Kimberly Lagayle McCarthy, 52, was executed by lethal injection on 26 June 2013 in Huntsville, Texas for the murder and robbery of a woman in her home.
On 21 July 1997 in the Dallas suburb of Lancaster, McCarthy, then 36, went to the home of her neighbor, Dorothy Booth, 71. She asked to borrow some sugar, and Booth let her inside. McCarthy then began attacking Booth, stabbing her five times and hitting her in the face with a candelabrum. She cut off Booth's left ring finger in order to obtain her diamond wedding ring. She took the victim's purse, walked out of the home, and cleaned herself up.
The next morning, McCarthy, dressed for work, drove Booth's car to a crack house to purchase crack cocaine. She later pawned the victim's wedding ring for $200 and used her credit cards at least four times that day.
In a written confession taken after her arrest, McCarthy stated that two drug dealers who were visiting her at her house asked her, after her money ran out, if they knew of anyone she could borrow money from to buy more drugs from them. She said no, but "they began to be verbally abusive & threatening harm to me if I didn't." She then suggested her neighbor, Dorothy Booth. The drug dealers told her to call Booth and ask to borrow some sugar, as a pretense for going to her house so that they could rob her. She stated that they went over together, and when Booth opened the door for her, the drug dealers went inside, while she waited outside in Booth's car. They came outside with Booth's belongings, and they drove away. McCarthy admitted driving Booth's car, selling her possessions for drugs, and using her credit cards.
At McCarthy's trial, the defense failed to present any evidence that anyone but McCarthy was involved in the killing.
McCarthy had a previous felony conviction for forgery. She was given a two-year prison sentence, which she began serving in February 1990. She was released on parole after four months, and was discharged from her sentence in December 1991. She also had a misdemeanor conviction for prostitution in 1990.
The state presented evidence that McCarthy had murdered two other elderly women in 1988. Maggie Harding, 82, was a longtime friend of McCarthy's mother. She helped organize McCarthy's wedding and had let her store some furniture at her house. The second was Jettie Lucas, an 85-year-old distant relative. Both women were killed in their homes and both suffered stab wounds and multiple blunt force injuries. A claw hammer was used on Lucas, while Harding was bludgeoned with a metal meat tenderizer. Both of their purses and credit cards were stolen.
A jury convicted McCarthy of capital murder in November 1998 and sentenced her to death. In December 2001, however, The Texas Court of Criminal Appeals overturned her conviction because the police took her confession from her after she requested a lawyer.
McCarthy was put on trial again. In the second trial, prosecutors presented a butcher knife found in McCarthy's home. It had been washed, but forensic experts found blood remains inside the plastic handle. The blood contained Booth's DNA.
In closing arguments, defense attorney Brad Lollar argued that the state had no evidence - "no hair, no fiber, no fingerprints, no blood" - placing McCarthy in the victim's home.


Action item: When you restate the data, keep every word as it is and drop the images.

Items from an interface collection:
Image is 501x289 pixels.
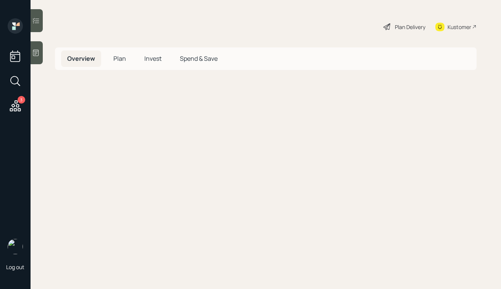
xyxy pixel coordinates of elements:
[180,54,218,63] span: Spend & Save
[67,54,95,63] span: Overview
[8,239,23,254] img: robby-grisanti-headshot.png
[395,23,426,31] div: Plan Delivery
[6,263,24,270] div: Log out
[18,96,25,104] div: 3
[448,23,471,31] div: Kustomer
[113,54,126,63] span: Plan
[144,54,162,63] span: Invest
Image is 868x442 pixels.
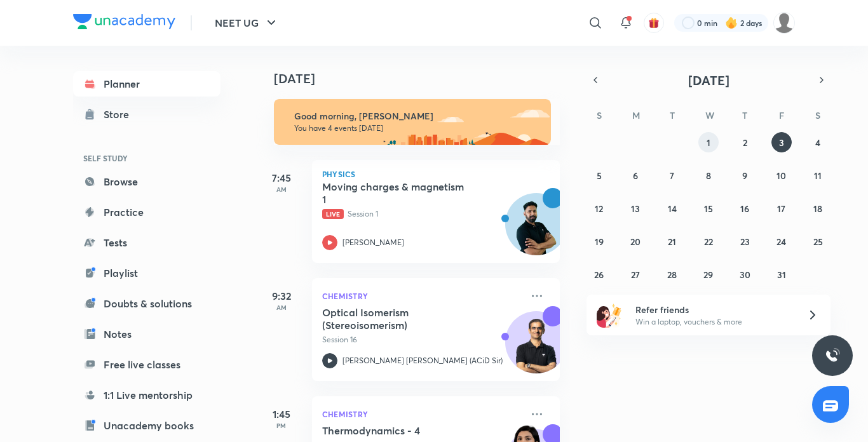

Output of the task:
Image is 501x289 pixels.
xyxy pixel coordinates of elements:
[180,54,218,63] span: Spend & Save
[67,54,95,63] span: Overview
[8,239,23,254] img: robby-grisanti-headshot.png
[395,23,426,31] div: Plan Delivery
[6,263,24,270] div: Log out
[18,96,25,104] div: 3
[448,23,471,31] div: Kustomer
[113,54,126,63] span: Plan
[144,54,162,63] span: Invest
Image is 868x442 pixels.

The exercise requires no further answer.